Since the 1980s such suits have been under attack, along with negligence litigation in general, with opponents, mainly conservatives and business interests, arguing that many lawsuits are frivolous and that awards are out of proportion to the offense in some juridictions. A study published in 2004 that reviewed several hundred state and federal class action lawsuits from 1993 to 2002 found that, adjusted for inflation, the average annual award in such suits varied but did not progressively increase, while the median award was relatively constant. At the same time, however, federal court data showed that the number of class action lawsuits doubled from 1997 to 2002.

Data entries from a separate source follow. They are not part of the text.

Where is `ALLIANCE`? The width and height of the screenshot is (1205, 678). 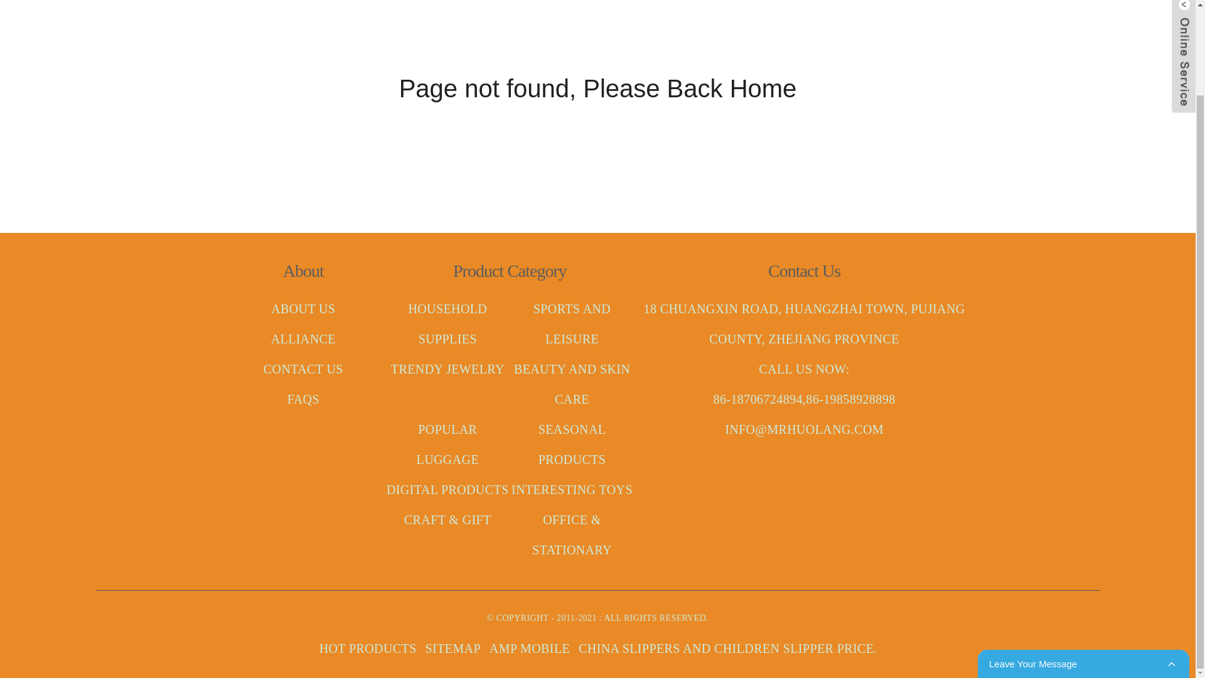 ALLIANCE is located at coordinates (304, 339).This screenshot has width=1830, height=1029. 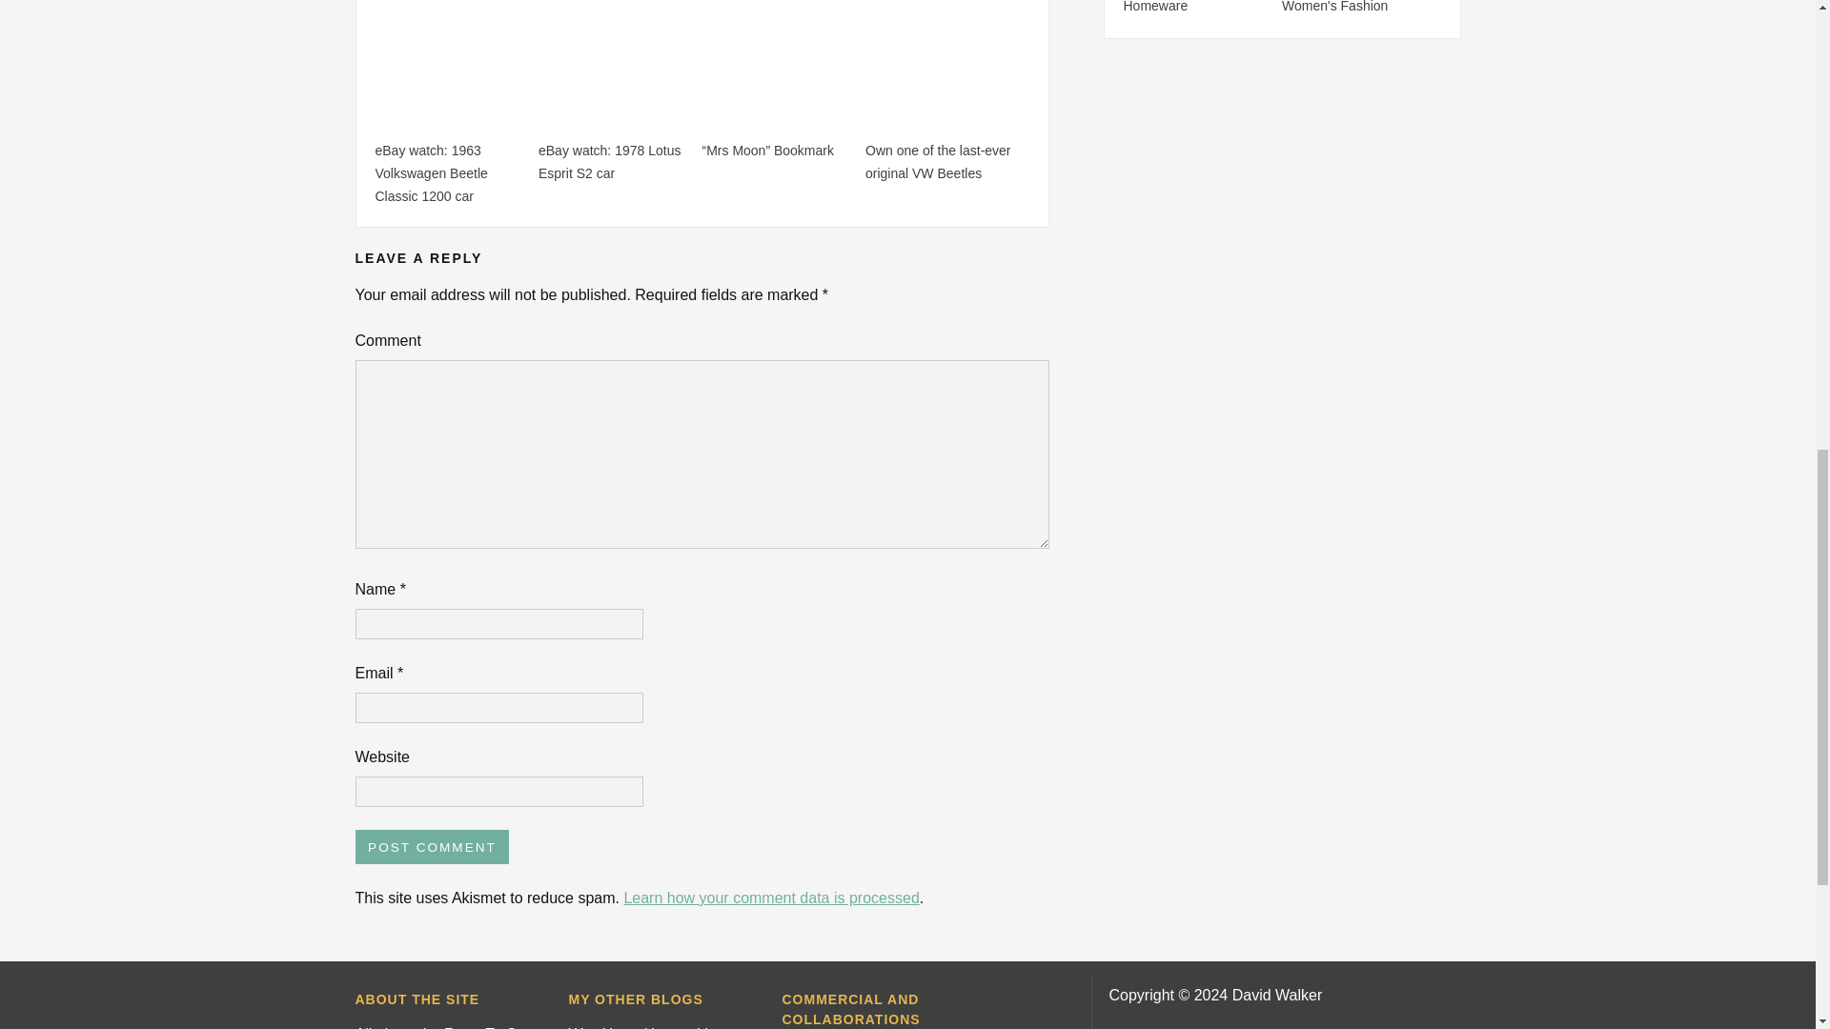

See study by S. Yeazell (1987).

class, in taxonomy: see classification.

Group of people within a society who possess the same socioeconomic status. The term was first widely used in the early 19th century, following the industrial and political revolutions of the late 18th century. The most influential early theory of class was that of Karl Marx, who focused on how one class controls and directs the process of production while other classes are the direct producers and the providers of services to the dominant class. The relations between the classes were thus seen as antagonistic. Max Weber emphasized the importance of political power and social status or prestige in maintaining class distinctions. Despite controversies over the theory of class, there is general agreement on the characteristics of the classes in modern capitalist societies. In many cases the upper class has been distinguished by the possession of largely inherited wealth, while the working class has consisted mostly of manual labourers and semiskilled or unskilled workers, often in service industries, who earn moderate or low wages and have little access to inherited wealth. The middle class includes the middle and upper levels of clerical workers, those engaged in technical and professional occupations, supervisors and managers, and such self-employed workers as small-scale shopkeepers, businesspeople, and farmers. There is also often an urban substratum of permanently jobless and underemployed workers termed the “underclass.” Seealso bourgeoisie.